I just wanted to ask whether there is any command which would work on common shells (bash, dash, kornshell)? It is supposed to check if the line variable contains any part of the path.
if [[ $line =~ "$PWD"$ ]] ;then
I just wanted to ask whether there is any command which would work on common shells (bash, dash, kornshell)? It is supposed to check if the line variable contains any part of the path.
if [[ $line =~ "$PWD"$ ]] ;then
In any POSIX-compatible shell you can do:
case $line in (*"$PWD"*)
# whatever your then block had
;;esac
This works in bash, dash, and just about any other shell you can name.
It can also be used to handle multiple possibilities easily. For example:
case $line in
(*"$PWD"*)
echo \$PWD match\!
;;
(*"$OLDPWD"*)
echo \$OLDPWD match\!
;;
(*)
! echo no match\!
;;esac
You can also use alternation:
case $line in (*"$PWD"*|*"$OLDPWD"*)
echo '$OLDPWD|$PWD match!'
;;esac
Note the use of quoting above:
case $line ...
case statement will not be split on either $IFS or be used as a pattern for filename gen. This is similar to the way the left argument in a [[ test is treated.(*"$PWD"*)
$IFS or filename generation - an unquoted expansion will neither split nor glob.$PWD contained a * and was not quoted it would be construed as a pattern object and not as a literal * to be searched for.Yes, recent versions of bash can do this:
$ pwd
/home/terdon
$ line="I'm in /home/terdon"
$ [[ "$line" =~ "$PWD"$ ]] && echo yes
yes
The same syntax works in zsh and ksh but not in dash. As far as I know, dash has no such capabilities.
Note that your regex is checking whether the variable $line ends with $PWD. To check if $PWD matches anywhere in $line, remove the $:
$ line="I'm in /home/terdon, are you?"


_Task directions_:
Every line in the following data that has "signal" counts toward the total; state that total alone.

_Exercise inputs_:
------------

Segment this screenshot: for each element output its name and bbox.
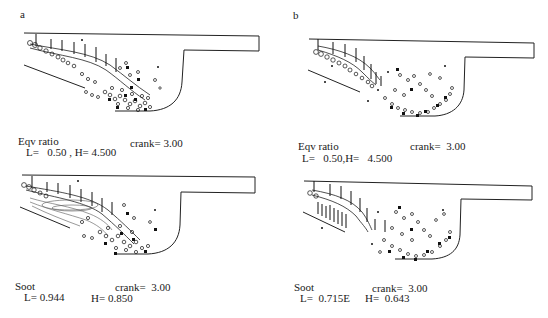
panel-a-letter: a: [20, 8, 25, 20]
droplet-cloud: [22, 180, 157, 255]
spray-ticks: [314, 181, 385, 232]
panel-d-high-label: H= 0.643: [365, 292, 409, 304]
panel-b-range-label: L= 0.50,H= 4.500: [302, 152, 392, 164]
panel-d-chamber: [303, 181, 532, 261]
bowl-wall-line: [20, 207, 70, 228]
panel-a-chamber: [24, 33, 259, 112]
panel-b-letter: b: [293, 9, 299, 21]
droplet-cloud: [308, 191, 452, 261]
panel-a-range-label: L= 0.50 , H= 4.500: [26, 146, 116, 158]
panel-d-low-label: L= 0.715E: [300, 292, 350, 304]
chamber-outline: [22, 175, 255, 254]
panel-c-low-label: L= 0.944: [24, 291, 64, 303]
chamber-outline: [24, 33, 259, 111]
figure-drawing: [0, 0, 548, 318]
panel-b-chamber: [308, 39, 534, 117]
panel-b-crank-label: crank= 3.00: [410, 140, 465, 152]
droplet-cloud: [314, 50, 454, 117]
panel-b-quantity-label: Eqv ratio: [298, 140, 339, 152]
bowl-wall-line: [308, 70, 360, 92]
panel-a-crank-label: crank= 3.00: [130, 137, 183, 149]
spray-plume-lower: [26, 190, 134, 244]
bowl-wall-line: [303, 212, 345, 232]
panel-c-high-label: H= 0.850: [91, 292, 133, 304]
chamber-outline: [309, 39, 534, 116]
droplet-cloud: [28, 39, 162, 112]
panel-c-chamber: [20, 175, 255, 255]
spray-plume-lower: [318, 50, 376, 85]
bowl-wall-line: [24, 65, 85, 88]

------------

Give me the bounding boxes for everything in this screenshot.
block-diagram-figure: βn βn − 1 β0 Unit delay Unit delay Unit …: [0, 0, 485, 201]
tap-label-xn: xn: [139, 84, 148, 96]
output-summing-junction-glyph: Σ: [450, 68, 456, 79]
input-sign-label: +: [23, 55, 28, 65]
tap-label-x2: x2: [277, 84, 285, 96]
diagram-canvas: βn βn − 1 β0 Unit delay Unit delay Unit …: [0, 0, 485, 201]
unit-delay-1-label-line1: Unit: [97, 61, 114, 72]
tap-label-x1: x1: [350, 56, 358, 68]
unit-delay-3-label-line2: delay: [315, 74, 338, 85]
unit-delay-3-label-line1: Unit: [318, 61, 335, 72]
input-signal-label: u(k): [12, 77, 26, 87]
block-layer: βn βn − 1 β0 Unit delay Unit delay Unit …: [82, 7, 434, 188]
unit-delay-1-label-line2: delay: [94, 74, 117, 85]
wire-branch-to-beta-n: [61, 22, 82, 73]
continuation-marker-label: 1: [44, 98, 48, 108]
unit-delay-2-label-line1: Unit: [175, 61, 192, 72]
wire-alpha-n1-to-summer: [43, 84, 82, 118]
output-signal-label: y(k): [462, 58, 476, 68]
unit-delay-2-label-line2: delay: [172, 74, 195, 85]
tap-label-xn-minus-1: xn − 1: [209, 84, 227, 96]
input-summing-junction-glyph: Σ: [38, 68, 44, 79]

------------

_Answer below_:
2